Material supplied:
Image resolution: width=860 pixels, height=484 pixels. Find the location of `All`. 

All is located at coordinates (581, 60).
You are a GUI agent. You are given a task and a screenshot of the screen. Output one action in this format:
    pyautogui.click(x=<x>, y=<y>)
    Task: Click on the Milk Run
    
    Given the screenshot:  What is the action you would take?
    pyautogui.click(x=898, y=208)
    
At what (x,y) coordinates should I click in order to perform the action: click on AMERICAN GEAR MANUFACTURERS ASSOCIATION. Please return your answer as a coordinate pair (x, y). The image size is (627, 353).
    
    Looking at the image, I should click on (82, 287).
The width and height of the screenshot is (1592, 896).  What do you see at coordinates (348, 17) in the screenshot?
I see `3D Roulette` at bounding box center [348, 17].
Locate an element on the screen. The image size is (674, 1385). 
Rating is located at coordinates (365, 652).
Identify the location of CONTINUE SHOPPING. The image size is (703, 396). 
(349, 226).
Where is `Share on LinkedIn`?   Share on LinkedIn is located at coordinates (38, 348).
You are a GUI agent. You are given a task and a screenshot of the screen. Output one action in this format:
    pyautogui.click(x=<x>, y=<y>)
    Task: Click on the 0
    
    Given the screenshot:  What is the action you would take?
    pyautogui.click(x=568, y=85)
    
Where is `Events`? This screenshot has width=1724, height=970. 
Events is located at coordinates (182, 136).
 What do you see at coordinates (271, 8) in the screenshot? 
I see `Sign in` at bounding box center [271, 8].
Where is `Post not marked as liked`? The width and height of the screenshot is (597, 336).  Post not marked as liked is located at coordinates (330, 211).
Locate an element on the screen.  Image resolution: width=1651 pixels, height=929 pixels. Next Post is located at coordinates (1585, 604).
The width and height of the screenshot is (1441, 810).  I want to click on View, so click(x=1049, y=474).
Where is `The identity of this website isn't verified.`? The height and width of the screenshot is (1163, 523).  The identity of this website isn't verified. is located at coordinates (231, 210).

Exercise: Word for word, restate each line of the material.

Solution for this task:
Image resolution: width=860 pixels, height=484 pixels. Find the location of `All`. 

All is located at coordinates (581, 60).
You are a GUI agent. You are given a task and a screenshot of the screen. Output one action in this format:
    pyautogui.click(x=<x>, y=<y>)
    Task: Click on the Milk Run
    
    Given the screenshot:  What is the action you would take?
    pyautogui.click(x=898, y=208)
    
At what (x,y) coordinates should I click in order to perform the action: click on AMERICAN GEAR MANUFACTURERS ASSOCIATION. Please return your answer as a coordinate pair (x, y). The image size is (627, 353).
    
    Looking at the image, I should click on (82, 287).
The width and height of the screenshot is (1592, 896).  What do you see at coordinates (348, 17) in the screenshot?
I see `3D Roulette` at bounding box center [348, 17].
Locate an element on the screen. The image size is (674, 1385). 
Rating is located at coordinates (365, 652).
Identify the location of CONTINUE SHOPPING. The image size is (703, 396). 
(349, 226).
Where is `Share on LinkedIn`?   Share on LinkedIn is located at coordinates (38, 348).
You are a GUI agent. You are given a task and a screenshot of the screen. Output one action in this format:
    pyautogui.click(x=<x>, y=<y>)
    Task: Click on the 0
    
    Given the screenshot:  What is the action you would take?
    pyautogui.click(x=568, y=85)
    
Where is `Events`? This screenshot has width=1724, height=970. 
Events is located at coordinates (182, 136).
 What do you see at coordinates (271, 8) in the screenshot? 
I see `Sign in` at bounding box center [271, 8].
Where is `Post not marked as liked`? The width and height of the screenshot is (597, 336).  Post not marked as liked is located at coordinates (330, 211).
Locate an element on the screen.  Image resolution: width=1651 pixels, height=929 pixels. Next Post is located at coordinates (1585, 604).
The width and height of the screenshot is (1441, 810).  I want to click on View, so click(x=1049, y=474).
Where is `The identity of this website isn't verified.`? The height and width of the screenshot is (1163, 523).  The identity of this website isn't verified. is located at coordinates (231, 210).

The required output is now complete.